The group was shuttled over to Coler Mountain Bike Preserve and greeted at the Grove by site manager Matt Timboe. Under the canopy at the Grove, the group transitioned from theory to the tangible—trading the clicking of keyboards for stepping through dappled sunlight as we moved into the inventory phase. The group split up into three smaller groups and were tasked with different attributes to inventory as they made their way through the 2-mile greenway walk. Flanked on all sides by trail, art, interpretive signage and ecological markers, Coler provided the ideal landscape for taking stock of what exists and what’s possible.
This year’s group got a bonus trip at the end of day one: scoping the new OZ Trails Bike Park before opening day. Against the backdrop of Bella Vista, Gary Vernon and Mike Abb walked the team through HQ, answered questions about the lift and its operations, and walked up the shared-use climbing trail to check out some of the work in progress. This park will be the first of its kind for the state, and an excited energy was palpable during the tour.
We reconvened at the Ledger for Day Two, the morning air still buzzing with the previous day's field discoveries, and the remaining steps were deep dives into planning, design, construction, and stewardship. Ama discussed how planning was the macro step and how inventory informs the gap analysis conducted before any physical plans are made. Design is the micro composed of field flagging and the deliverables that fully define the trail system. After sharing many concept plans with the group, construction was guided in tandem by Cory and Ama; the two stressed the values-based approach that IMBA Trail Solutions takes with every project and the different types of contracting available. While lunch was devoured, stewardship was center stage, and Cory took the lead on the key stewardship tenets of maintain, engage, and protect. Stewardship continued to be a key theme for the afternoon’s field visits as well.
The group shuttled over to the start of the All-American Trail just off the main Bentonville square. This walk-and-talk was similar to the one held at Coler, but this time the group was tasked with applying a stewardship/maintenance lens. Groups identified and surmised how key areas have evolved since the trail's construction, as well as the benefits of multiple alt-lines plopped along the way for different riding abilities. After All-American, the team was greeted by Trailblazers’ Robbie Wells and Brenna Bulin, the leads for the construction arm of Trailblazers and specifically the maintenance of the Castle zone.
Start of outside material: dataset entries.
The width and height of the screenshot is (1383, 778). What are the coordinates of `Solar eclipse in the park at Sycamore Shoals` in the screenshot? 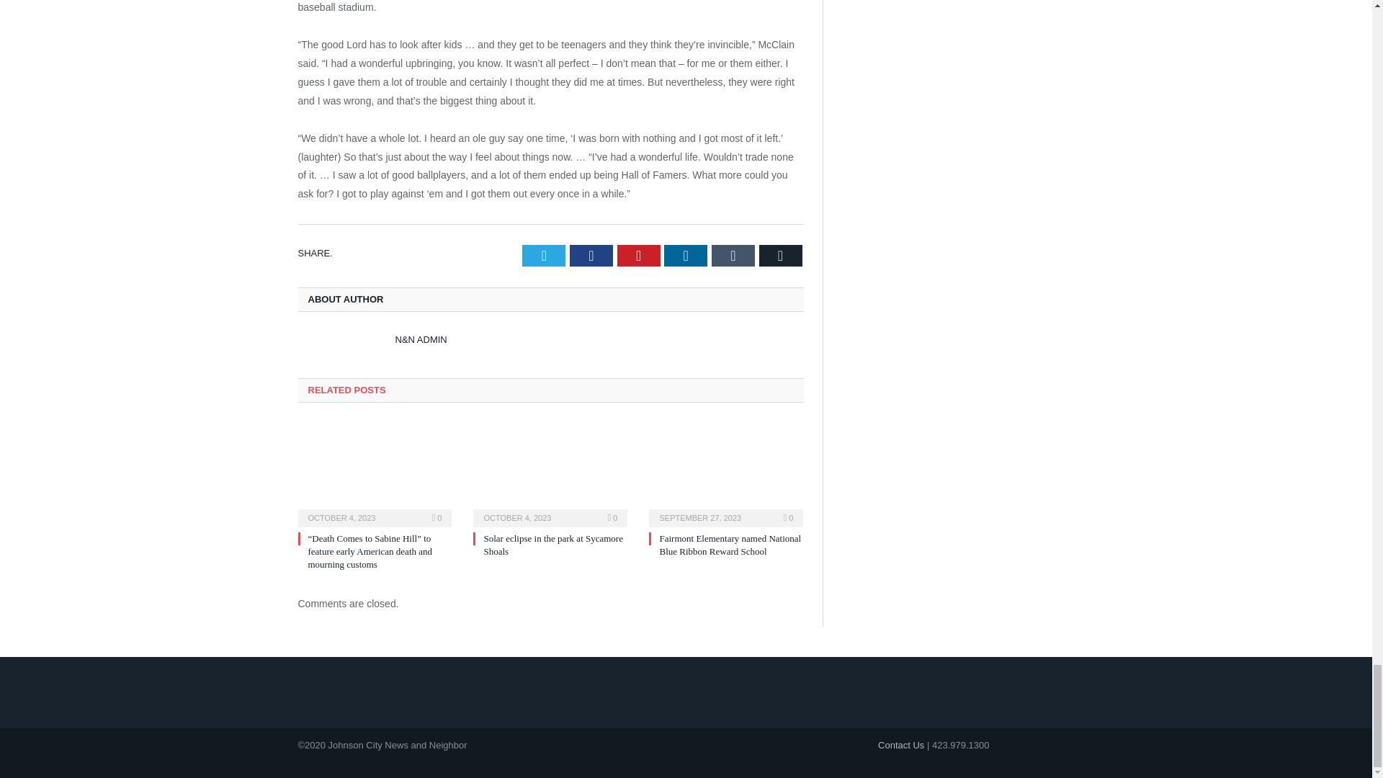 It's located at (553, 545).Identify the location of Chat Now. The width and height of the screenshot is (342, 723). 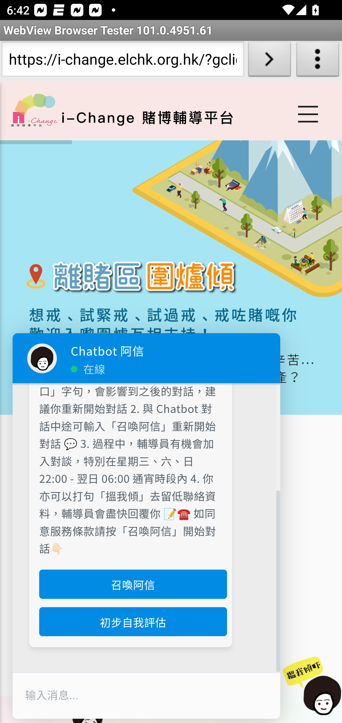
(313, 686).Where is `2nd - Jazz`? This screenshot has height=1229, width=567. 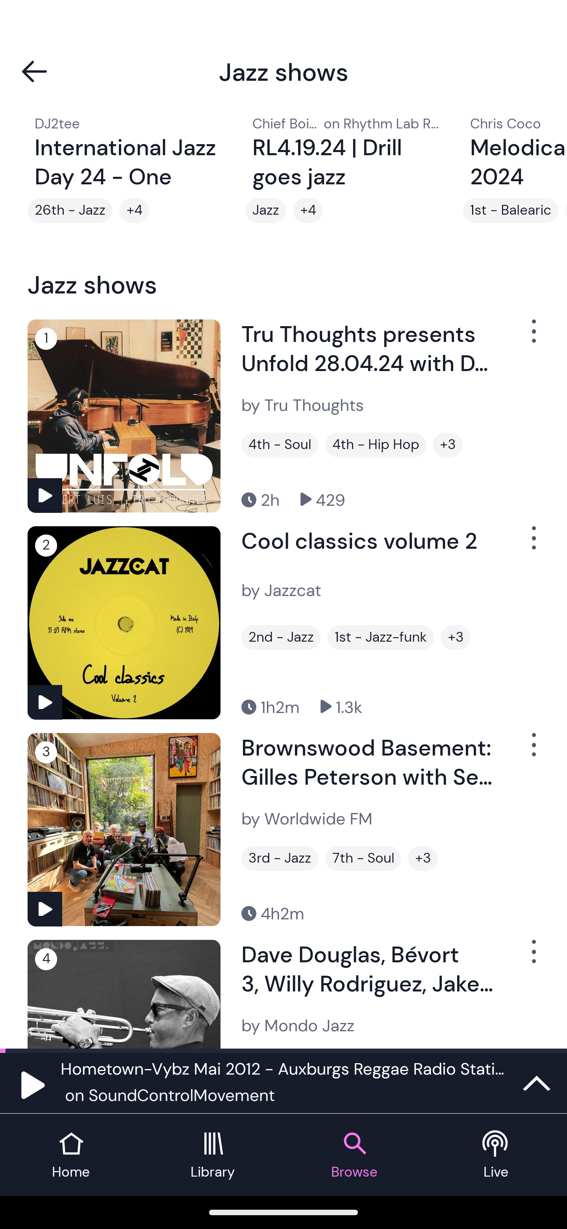 2nd - Jazz is located at coordinates (281, 638).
Robbie and Brenna chatted about maintenance best practices, the evolution of the trails, and their working relationship with IMBA Local Org Friends of Arkansas Singletrack (FAST). Seeing the synergy between the professional crew and local volunteers wasn't just a lesson in maintenance; it was a masterclass in the longevity of trail culture.
A special thank you to Visit Bentonville for hosting us for IMBA Trailhead and the team that came together to make it happen! The real work doesn’t end when everyone departs; it begins when these 23 champions return to their own communities, ready to break tread on the paths they mapped out in Bentonville.